More than anything right now, he longed for Paul, the need like a shaft of fire through his gut. But it was impossible to explain his life to a man he'd only just gotten together with. How could he when he couldn't make sense of it himself?

Screw it. He should just bloody well ring. His father had vanished, hadn't he? Andrea was worried. It was up to him to do something then. Besides, he needed to keep track of his enemy, get to his father before his father got to him. Wasn't that what the bible said?
Resist the devil and he will flee from you
. Christ, where had
that
come from? He needed to get a grip. Stop being quite so dramatic.

He pressed redial and waited for the rings to start.

It took four rings for her to answer, and Craig found he was shaking.

“Hello, Andrea Trowbridge speaking.”

“Mrs Trowbridge,” he said, mind buzzing at hearing again the deep Devon accent of his father's elderly neighbor. An accent he'd worked so hard to lose. “Andrea ... it's Daniel here. Daniel Clutton. Well, Craig Robertson now, I suppose. As you know.”

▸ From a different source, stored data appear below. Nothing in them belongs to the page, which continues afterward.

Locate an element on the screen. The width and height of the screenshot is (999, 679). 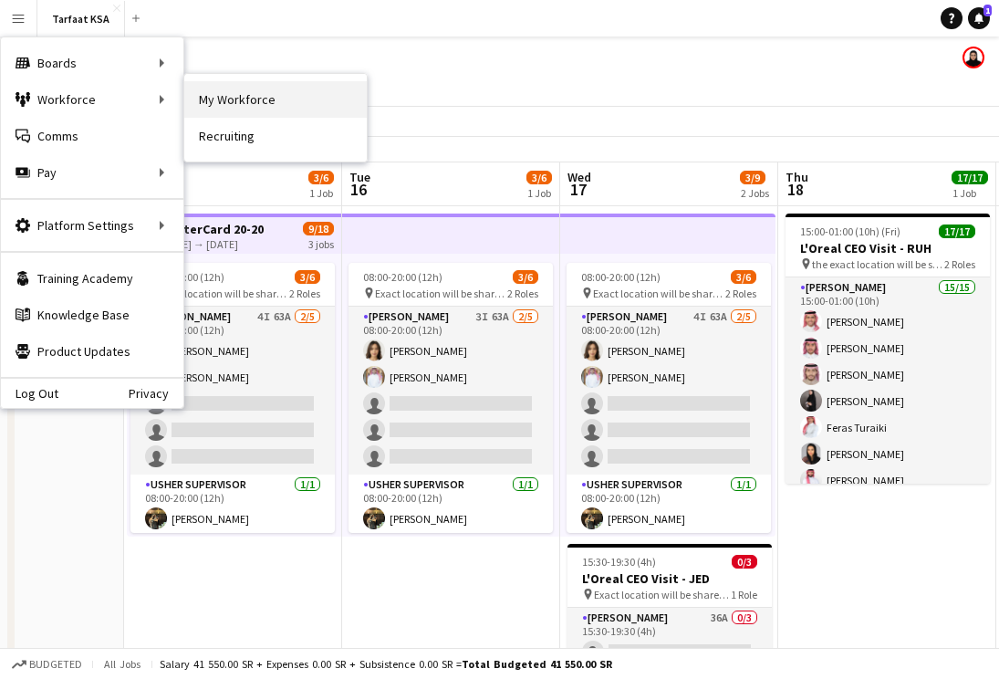
a: Log Out is located at coordinates (29, 393).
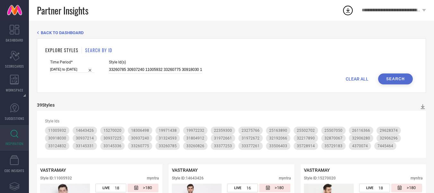 Image resolution: width=434 pixels, height=193 pixels. What do you see at coordinates (195, 146) in the screenshot?
I see `span: 33260826` at bounding box center [195, 146].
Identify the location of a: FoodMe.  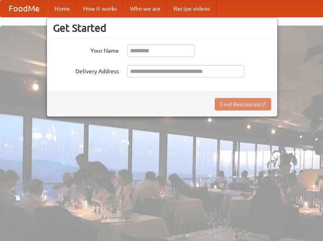
(24, 9).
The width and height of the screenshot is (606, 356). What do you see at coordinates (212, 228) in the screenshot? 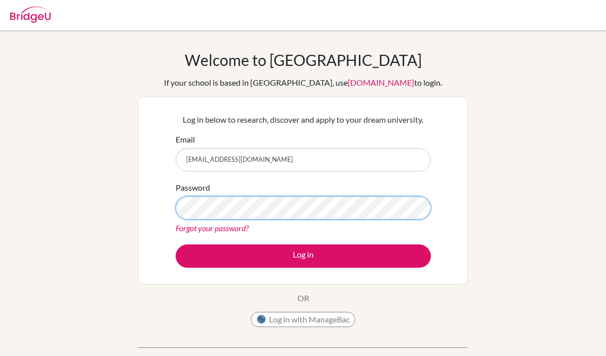
I see `a: Forgot your password?` at bounding box center [212, 228].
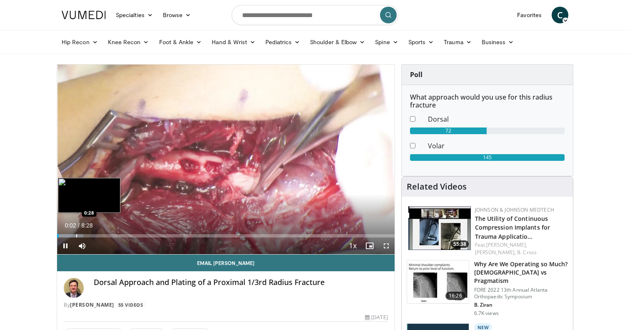  I want to click on a: Shoulder & Elbow, so click(338, 42).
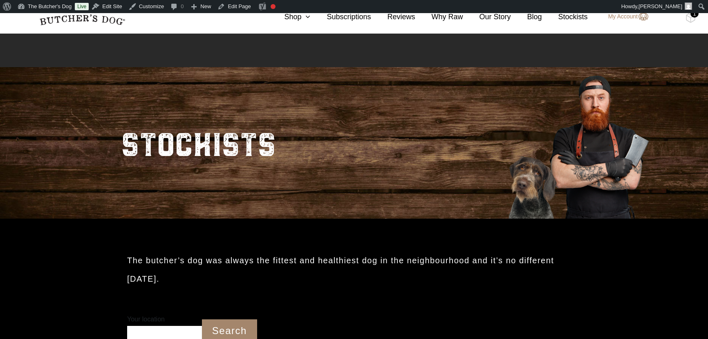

The sound of his birth name felt strange on his tongue. As if it wasn't really him at all. Not anymore. She didn't ask anything about why he'd left and why he hadn't come back. Thank goodness. And Craig found he couldn't bring himself to say the words they both knew he wanted to. Even though that was the whole reason for his call. So, stupidly, they talked about the farm, the latest exploits of the villagers he used to know, and whether or not the Neighborhood Watch was worth it. She even fell into the role of the almost-aunt she'd once been and asked him about London. And his life. He told her about the one or two acting jobs he'd had and the recent modeling assignments. She laughed when she heard that, the warm burr of the sound making Craig smile too.

He didn't tell her about the men or about himself—at least not in that way. It was only when the conversation had slowed and he was beginning, even against his better judgment, to relax that she caught him off-guard.